MOSCOW (MRC) -- South Korea’s leading LPG supplier SK Gas Ltd. (part of SK Corporation) will spend KRW 2.02 trillion (~ USD 1.8 billion) to build a combined-cycle power plant and polypropylene (PP) plant in the southeastern industrial city of Ulsan, South Korea, as per GV.
The Korean company said it had signed a deal with the Ulsan city government and Ulsan Port Authority to build the two facilities and invest in new businesses such as renewable energy and energy storage systems.
The project will help provide stable electricity to Ulsan, one of Korea’s largest industrial clusters for automotive, shipbuilding and petrochemical industries. The port city is also home to SK Gas' LPG storage terminals, which are the world’s largest rock cavern storage facilities with a combined capacity of 270,000 tons. The company said it expects the new plants to play a central role in bolstering its gas chemical business.
The gas-fired combined-cycle power plant will be built on a 142,000 square meter site in Bugok-dong and have a capacity of 1,000 megawatts. It will start construction in 2021 and is due for completion in 2024. The PP manufacturing unit, with a projected capacity of 400,000 t/y, is to be set up in the nearby Yongyeon-dong area on a site of 150,000 square meters. The KRW 500 billion project will be jointly invested by SK Advanced Co., a subsidiary of SK Gas, and Polymirae. The new electricity business is expected to be a KRW 320 billion investment in fuel cells, solar power and other renewable energy technologies as well as energy storage systems.

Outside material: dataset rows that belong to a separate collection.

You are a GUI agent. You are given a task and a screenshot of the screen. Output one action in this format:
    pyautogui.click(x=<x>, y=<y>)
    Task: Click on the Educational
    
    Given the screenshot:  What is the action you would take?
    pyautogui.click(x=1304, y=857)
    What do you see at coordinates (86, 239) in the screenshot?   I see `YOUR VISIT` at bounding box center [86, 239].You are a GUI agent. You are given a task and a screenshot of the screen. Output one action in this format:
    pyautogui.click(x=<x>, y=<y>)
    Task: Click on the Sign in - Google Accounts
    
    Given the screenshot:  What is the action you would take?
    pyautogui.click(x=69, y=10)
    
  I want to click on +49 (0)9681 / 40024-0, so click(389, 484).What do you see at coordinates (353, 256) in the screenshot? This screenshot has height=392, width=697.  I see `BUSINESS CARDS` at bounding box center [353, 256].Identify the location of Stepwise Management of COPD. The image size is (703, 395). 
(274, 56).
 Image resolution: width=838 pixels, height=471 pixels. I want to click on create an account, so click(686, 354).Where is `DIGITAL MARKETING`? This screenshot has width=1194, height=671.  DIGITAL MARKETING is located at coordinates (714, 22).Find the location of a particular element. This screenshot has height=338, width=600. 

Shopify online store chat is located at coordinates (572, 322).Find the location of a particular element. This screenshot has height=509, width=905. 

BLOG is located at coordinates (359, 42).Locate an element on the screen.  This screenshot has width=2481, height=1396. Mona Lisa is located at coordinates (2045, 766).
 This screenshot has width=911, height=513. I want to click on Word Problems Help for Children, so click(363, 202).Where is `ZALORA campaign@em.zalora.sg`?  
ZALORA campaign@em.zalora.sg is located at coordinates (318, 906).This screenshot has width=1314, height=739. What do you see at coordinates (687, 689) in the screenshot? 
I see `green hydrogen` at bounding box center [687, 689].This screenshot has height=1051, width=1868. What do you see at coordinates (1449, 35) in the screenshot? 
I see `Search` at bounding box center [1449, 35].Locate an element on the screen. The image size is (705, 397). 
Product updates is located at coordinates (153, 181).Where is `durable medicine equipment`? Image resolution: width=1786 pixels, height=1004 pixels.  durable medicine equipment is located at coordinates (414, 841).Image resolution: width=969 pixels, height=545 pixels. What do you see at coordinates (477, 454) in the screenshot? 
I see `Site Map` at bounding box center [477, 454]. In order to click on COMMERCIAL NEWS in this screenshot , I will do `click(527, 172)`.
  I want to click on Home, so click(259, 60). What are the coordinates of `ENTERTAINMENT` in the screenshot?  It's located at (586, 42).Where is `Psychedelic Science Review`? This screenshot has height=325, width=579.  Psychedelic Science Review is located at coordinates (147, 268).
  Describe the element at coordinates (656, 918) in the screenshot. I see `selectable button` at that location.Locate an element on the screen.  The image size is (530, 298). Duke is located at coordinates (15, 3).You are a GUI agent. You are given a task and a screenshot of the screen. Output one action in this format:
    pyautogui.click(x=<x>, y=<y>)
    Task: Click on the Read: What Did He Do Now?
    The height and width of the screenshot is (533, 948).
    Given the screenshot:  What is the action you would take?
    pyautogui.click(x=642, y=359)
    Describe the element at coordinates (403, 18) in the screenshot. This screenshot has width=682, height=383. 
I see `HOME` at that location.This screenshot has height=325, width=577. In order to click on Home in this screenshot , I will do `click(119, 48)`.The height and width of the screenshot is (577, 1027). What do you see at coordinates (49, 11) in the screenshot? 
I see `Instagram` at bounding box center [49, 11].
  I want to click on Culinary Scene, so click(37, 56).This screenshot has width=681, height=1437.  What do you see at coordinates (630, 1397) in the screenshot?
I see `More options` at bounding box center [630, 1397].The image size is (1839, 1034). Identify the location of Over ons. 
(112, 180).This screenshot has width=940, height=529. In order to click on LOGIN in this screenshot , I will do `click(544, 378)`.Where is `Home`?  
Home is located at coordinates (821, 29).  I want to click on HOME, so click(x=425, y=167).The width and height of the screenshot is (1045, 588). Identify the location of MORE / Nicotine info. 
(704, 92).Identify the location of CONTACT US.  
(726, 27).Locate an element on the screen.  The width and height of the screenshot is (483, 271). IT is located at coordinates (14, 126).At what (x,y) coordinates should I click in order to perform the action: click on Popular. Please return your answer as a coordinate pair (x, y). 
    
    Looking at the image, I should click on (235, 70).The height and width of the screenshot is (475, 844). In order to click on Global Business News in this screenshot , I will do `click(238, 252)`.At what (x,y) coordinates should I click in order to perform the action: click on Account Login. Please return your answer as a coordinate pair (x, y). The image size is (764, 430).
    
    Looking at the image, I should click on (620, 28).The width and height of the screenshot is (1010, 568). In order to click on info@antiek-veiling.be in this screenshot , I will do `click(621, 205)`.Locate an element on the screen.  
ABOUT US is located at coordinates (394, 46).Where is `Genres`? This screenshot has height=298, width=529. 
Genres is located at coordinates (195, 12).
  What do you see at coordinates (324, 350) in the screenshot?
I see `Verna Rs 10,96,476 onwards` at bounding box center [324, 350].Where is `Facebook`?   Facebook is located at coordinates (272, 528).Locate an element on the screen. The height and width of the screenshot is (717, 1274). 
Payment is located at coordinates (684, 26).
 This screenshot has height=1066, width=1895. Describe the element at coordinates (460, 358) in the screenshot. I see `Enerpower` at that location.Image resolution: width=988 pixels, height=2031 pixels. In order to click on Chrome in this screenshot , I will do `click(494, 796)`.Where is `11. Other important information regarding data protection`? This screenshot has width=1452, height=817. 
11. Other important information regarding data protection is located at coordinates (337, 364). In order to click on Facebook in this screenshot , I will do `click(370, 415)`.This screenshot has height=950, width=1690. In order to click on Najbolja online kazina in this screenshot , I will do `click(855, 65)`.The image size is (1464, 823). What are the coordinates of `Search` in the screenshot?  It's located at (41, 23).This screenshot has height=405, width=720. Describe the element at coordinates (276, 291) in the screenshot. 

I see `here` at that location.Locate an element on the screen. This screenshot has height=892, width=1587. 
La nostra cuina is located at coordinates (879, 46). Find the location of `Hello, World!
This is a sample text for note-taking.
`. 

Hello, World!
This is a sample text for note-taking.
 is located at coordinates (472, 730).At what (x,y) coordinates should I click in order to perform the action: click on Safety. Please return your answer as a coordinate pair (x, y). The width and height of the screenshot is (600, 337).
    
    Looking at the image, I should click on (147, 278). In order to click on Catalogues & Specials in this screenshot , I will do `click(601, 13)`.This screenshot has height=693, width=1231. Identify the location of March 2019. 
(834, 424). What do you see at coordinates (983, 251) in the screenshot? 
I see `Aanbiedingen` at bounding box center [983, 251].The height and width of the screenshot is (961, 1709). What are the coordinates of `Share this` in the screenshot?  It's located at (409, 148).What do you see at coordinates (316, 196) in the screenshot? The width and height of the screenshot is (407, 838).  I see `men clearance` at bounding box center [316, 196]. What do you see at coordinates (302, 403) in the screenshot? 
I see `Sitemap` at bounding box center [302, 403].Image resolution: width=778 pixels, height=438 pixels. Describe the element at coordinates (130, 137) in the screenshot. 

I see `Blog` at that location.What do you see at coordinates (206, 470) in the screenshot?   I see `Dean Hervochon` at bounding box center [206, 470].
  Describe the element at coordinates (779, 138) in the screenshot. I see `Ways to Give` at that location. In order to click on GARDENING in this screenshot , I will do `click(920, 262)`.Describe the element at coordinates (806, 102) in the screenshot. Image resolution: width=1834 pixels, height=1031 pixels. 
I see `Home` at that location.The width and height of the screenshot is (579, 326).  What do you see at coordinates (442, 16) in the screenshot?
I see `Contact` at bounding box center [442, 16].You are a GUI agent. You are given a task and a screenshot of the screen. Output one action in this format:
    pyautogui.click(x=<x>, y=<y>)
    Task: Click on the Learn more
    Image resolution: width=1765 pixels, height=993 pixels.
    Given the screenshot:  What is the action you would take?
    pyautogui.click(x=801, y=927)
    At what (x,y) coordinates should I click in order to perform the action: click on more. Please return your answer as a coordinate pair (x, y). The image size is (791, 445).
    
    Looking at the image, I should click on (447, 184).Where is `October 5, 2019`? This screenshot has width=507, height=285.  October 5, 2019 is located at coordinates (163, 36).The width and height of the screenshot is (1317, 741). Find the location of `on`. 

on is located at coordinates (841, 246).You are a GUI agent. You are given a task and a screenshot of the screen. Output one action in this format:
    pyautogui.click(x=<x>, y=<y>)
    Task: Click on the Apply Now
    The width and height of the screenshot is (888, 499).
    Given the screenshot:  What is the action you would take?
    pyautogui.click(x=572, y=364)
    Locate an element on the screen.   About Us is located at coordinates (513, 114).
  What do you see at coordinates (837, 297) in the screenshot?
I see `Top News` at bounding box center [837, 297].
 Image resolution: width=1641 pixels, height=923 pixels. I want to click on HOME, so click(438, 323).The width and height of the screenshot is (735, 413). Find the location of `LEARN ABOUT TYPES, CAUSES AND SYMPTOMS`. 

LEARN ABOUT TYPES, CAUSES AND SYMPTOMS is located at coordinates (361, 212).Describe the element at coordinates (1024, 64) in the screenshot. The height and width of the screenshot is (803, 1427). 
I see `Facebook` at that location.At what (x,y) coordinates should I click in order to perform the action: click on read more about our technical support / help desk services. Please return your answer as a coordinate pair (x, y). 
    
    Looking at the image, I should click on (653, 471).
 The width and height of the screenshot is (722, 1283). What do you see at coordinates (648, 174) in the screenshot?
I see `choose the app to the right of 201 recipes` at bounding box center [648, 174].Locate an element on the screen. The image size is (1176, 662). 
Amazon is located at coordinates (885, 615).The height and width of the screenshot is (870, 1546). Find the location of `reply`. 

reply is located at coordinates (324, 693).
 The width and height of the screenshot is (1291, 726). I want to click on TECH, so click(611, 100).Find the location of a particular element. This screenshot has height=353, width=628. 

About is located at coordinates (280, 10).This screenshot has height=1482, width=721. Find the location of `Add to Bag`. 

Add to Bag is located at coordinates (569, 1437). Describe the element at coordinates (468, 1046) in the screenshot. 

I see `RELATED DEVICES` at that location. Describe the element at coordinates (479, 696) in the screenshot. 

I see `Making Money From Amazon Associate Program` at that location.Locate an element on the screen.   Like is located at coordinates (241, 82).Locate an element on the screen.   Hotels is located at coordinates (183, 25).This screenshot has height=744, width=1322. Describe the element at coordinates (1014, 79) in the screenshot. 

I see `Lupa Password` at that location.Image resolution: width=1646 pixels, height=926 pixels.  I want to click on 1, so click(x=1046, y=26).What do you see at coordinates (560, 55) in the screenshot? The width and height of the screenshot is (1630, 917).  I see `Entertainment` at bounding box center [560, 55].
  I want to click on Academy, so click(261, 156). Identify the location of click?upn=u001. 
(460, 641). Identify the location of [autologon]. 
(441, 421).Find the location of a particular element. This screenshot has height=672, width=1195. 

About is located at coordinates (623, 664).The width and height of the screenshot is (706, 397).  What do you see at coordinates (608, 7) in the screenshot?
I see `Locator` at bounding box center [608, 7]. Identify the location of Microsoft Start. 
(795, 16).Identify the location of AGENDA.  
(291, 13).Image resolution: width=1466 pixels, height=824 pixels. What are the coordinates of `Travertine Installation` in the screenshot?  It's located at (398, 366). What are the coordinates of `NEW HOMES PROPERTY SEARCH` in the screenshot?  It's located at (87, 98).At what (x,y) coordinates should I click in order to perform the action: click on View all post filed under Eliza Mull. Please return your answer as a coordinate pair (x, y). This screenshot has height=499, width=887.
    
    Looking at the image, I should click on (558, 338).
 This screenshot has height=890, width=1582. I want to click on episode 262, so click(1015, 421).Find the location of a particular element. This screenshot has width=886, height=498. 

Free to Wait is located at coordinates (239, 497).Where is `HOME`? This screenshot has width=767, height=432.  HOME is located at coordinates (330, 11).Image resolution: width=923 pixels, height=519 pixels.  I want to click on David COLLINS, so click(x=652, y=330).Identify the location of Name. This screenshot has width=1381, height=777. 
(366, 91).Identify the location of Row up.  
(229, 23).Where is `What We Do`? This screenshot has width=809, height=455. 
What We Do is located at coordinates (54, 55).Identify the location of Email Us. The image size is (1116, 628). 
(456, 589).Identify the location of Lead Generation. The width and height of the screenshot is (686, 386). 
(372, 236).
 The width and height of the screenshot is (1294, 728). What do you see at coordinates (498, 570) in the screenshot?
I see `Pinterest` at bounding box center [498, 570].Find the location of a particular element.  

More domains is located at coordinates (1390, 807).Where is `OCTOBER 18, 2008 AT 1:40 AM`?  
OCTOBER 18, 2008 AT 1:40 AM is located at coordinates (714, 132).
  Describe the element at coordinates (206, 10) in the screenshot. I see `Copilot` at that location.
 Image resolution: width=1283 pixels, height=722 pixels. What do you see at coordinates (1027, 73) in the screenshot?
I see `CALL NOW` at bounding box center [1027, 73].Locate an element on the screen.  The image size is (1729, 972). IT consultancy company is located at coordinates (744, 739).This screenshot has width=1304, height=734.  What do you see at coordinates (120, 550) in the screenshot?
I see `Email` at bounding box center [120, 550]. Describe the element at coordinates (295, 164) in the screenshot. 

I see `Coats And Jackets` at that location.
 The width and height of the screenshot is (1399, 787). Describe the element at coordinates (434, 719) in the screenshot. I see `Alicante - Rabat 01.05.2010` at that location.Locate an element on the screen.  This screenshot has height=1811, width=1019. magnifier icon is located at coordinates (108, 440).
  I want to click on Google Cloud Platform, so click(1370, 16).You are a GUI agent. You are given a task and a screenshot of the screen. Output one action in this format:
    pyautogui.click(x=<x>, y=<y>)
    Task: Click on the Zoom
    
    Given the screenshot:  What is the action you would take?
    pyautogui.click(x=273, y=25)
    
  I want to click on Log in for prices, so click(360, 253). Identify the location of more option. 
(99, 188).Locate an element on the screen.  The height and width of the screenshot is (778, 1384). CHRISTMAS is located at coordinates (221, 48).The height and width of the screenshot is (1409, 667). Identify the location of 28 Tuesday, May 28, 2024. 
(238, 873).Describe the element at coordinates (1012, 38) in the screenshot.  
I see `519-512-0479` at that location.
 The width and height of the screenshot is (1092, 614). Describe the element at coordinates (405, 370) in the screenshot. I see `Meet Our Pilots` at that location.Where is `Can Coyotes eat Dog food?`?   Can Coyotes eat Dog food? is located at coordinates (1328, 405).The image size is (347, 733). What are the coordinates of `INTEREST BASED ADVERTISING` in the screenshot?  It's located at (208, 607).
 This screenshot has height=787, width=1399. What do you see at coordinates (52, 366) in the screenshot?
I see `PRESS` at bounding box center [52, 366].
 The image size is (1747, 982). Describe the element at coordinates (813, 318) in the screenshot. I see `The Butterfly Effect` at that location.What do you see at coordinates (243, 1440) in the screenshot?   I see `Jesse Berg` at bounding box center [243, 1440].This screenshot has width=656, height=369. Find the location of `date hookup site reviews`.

As MRC informed before, in December 2017, SK Global Chemical (part of SK Corporation) completed its acquisition of Dow Chemical’s packaging product business. SK Global Chemical, the chemical unit of SK Innovation, signed a deal with Dow Chemical to acquire the US chemical firm’s polyvinylidene chloride (PVDC) unit in October, 2017. PVDC is used for clear film packaging including plastic food wrap.
SK Global Chemical is a pioneering petrochemical company in Korea, being the first in the country to build a naphtha cracking facility in 1972. Through continuous facility investment, R&D and technological improvement, the company has maintained its position as the leader of the petrochemical industry in Korea.